The following short article names a partial list of the products sold nationwide during the 1930s by Keystone Laboratories. Keystone, The Reliable Company, based in Memphis, Tennessee, was one of the largest mail order suppliers of hoodoo and conjure good, as well as cosmetics for the African American market, during the 1930s. See also the similar article about D. Alexander of Brooklyn, N.Y. from the New York Times, dated 1925 and the similar article about Rev. Charles P. Colbert of Detroit, Michigan, from Time Magazine, dated 1939 .
Because this unknown author used terms unfamiliar to modern readers and employed spellings not commonly found in the literature of hoodoo, a few explanatory notes have been added [in brackets].
TRADE: Not Irresistible
Monday, Apr. 17, 1939
Federal Trade Commission's stipulation-of-the-week: "Keystone Laboratories, Inc., 491 South Third St., Memphis, trading as Memphis Mail Order House, Curio Products Company and White Line, will discontinue representing that Poreen Ointment, La Jac Lovin' Pink Cream for Dark Skins or La Jac Orange Beauty Glow Cream are skin foods or skin whiteners; that other of its products eliminate wrinkles; that La Jac Brite Skin Bleach will overnight, or in any stated time, make the skin five shades lighter or that Lucky Mojo, Good Luck Incense, Hindoo Mystic Love Perfume, Holy Oil with Live Loadstone or High John the Conqueror Root and other similar products bring good luck, love, romance, power, life, inspiration, easy money or irresistibility."

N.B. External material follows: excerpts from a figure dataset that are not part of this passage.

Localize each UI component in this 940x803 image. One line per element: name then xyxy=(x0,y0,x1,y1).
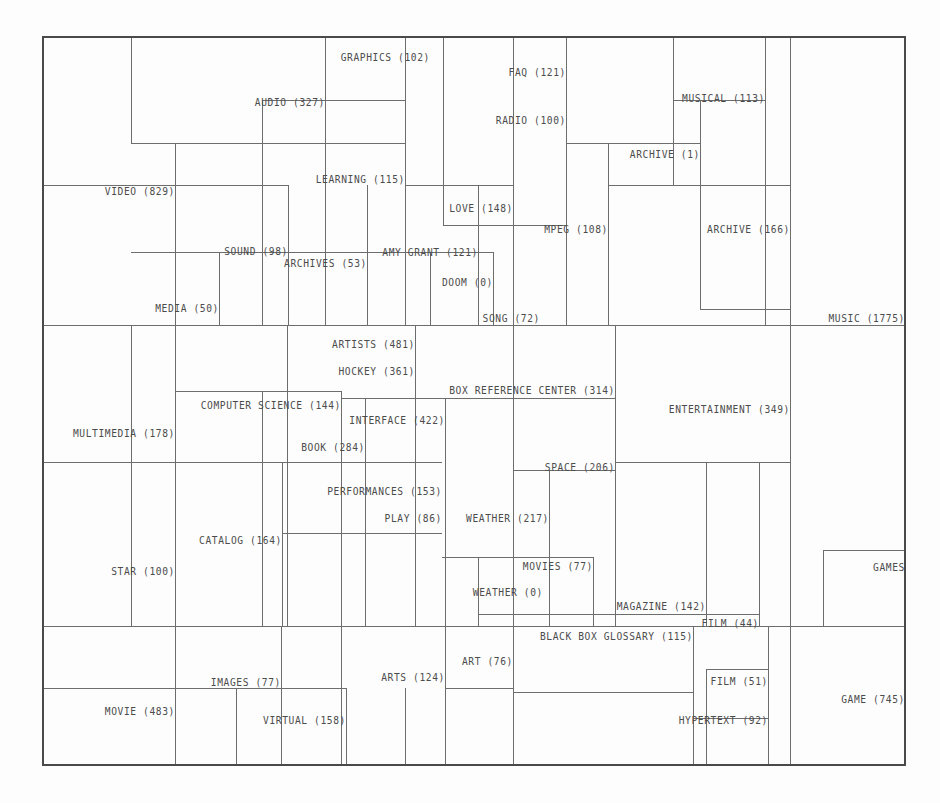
treemap-cell-label: RADIO (100) xyxy=(496,115,566,126)
treemap-cell-label: MAGAZINE (142) xyxy=(617,601,706,612)
treemap-cell-label: BOOK (284) xyxy=(301,442,365,453)
treemap-cell-label: AMY GRANT (121) xyxy=(382,247,478,258)
treemap-cell-label: IMAGES (77) xyxy=(211,677,281,688)
treemap-cell-label: FILM (44) xyxy=(702,618,759,629)
treemap-cell-label: COMPUTER SCIENCE (144) xyxy=(201,400,341,411)
treemap-cell-label: PLAY (86) xyxy=(385,513,442,524)
treemap-cell-label: MPEG (108) xyxy=(544,224,608,235)
treemap-cell-label: MOVIE (483) xyxy=(105,706,175,717)
treemap-cell-label: MUSIC (1775) xyxy=(828,313,905,324)
treemap-cell-label: GAME (745) xyxy=(841,694,905,705)
treemap-svg: GRAPHICS (102)FAQ (121)AUDIO (327)RADIO … xyxy=(0,0,940,803)
treemap-cell-label: MULTIMEDIA (178) xyxy=(73,428,175,439)
treemap-cell-label: VIRTUAL (158) xyxy=(263,715,346,726)
treemap-cell-label: FAQ (121) xyxy=(509,67,566,78)
treemap-labels: GRAPHICS (102)FAQ (121)AUDIO (327)RADIO … xyxy=(73,52,905,726)
treemap-cell-label: FILM (51) xyxy=(711,676,768,687)
treemap-cell-label: ARCHIVES (53) xyxy=(284,258,367,269)
treemap-cell-label: DOOM (0) xyxy=(442,277,493,288)
treemap-cell-label: MOVIES (77) xyxy=(523,561,593,572)
treemap-cell-label: SOUND (98) xyxy=(224,246,288,257)
treemap-cell-label: HYPERTEXT (92) xyxy=(679,715,768,726)
treemap-cell-label: SPACE (206) xyxy=(545,462,615,473)
treemap-cell-label: ARTISTS (481) xyxy=(332,339,415,350)
treemap-cell-label: STAR (100) xyxy=(111,566,175,577)
treemap-cell-label: CATALOG (164) xyxy=(199,535,282,546)
treemap-cell-label: PERFORMANCES (153) xyxy=(327,486,442,497)
treemap-cell-label: LEARNING (115) xyxy=(316,174,405,185)
treemap-cell-label: ARCHIVE (166) xyxy=(707,224,790,235)
treemap-cell-label: MEDIA (50) xyxy=(155,303,219,314)
treemap-canvas: GRAPHICS (102)FAQ (121)AUDIO (327)RADIO … xyxy=(0,0,940,803)
treemap-cell-label: SONG (72) xyxy=(483,313,540,324)
treemap-cell-label: ARCHIVE (1) xyxy=(630,149,700,160)
treemap-cell-label: WEATHER (0) xyxy=(473,587,543,598)
treemap-cell-label: HOCKEY (361) xyxy=(338,366,415,377)
treemap-cell-label: BLACK BOX GLOSSARY (115) xyxy=(540,631,693,642)
treemap-cell-label: AUDIO (327) xyxy=(255,97,325,108)
treemap-cell-label: ART (76) xyxy=(462,656,513,667)
treemap-cell-label: WEATHER (217) xyxy=(466,513,549,524)
treemap-cell-label: BOX REFERENCE CENTER (314) xyxy=(449,385,615,396)
treemap-cell-label: ARTS (124) xyxy=(381,672,445,683)
treemap-cell-label: MUSICAL (113) xyxy=(682,93,765,104)
treemap-cell-label: GRAPHICS (102) xyxy=(341,52,430,63)
treemap-cell-label: ENTERTAINMENT (349) xyxy=(669,404,790,415)
treemap-cell-label: LOVE (148) xyxy=(449,203,513,214)
treemap-cell-label: INTERFACE (422) xyxy=(349,415,445,426)
treemap-cell-label: GAMES xyxy=(873,562,905,573)
treemap-cell-label: VIDEO (829) xyxy=(105,186,175,197)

[According to Carolyn Morrow Long, in "Spiritual Merchants: Religion, Magic, and Commerce" (University of Tennessee Press, 2001), "The Keystone Chemical Company, later called Keystone Laboratories, was established in 1925 by Joseph Menke and Morris Shapiro ... [and] ... combined the sale of ethnic [i.e. African American] cosmetics with spiritual products.... Product development and marketing strategy were shared by Menke; his wife, Hilda; Morris Shapiro; and two vice presidents, Lista Wayman and Connie Clark. The products were formulated by a staff of chemists, one of whom, Jackson Green, was African American." (The prinicpals in the company were Jewish American.)].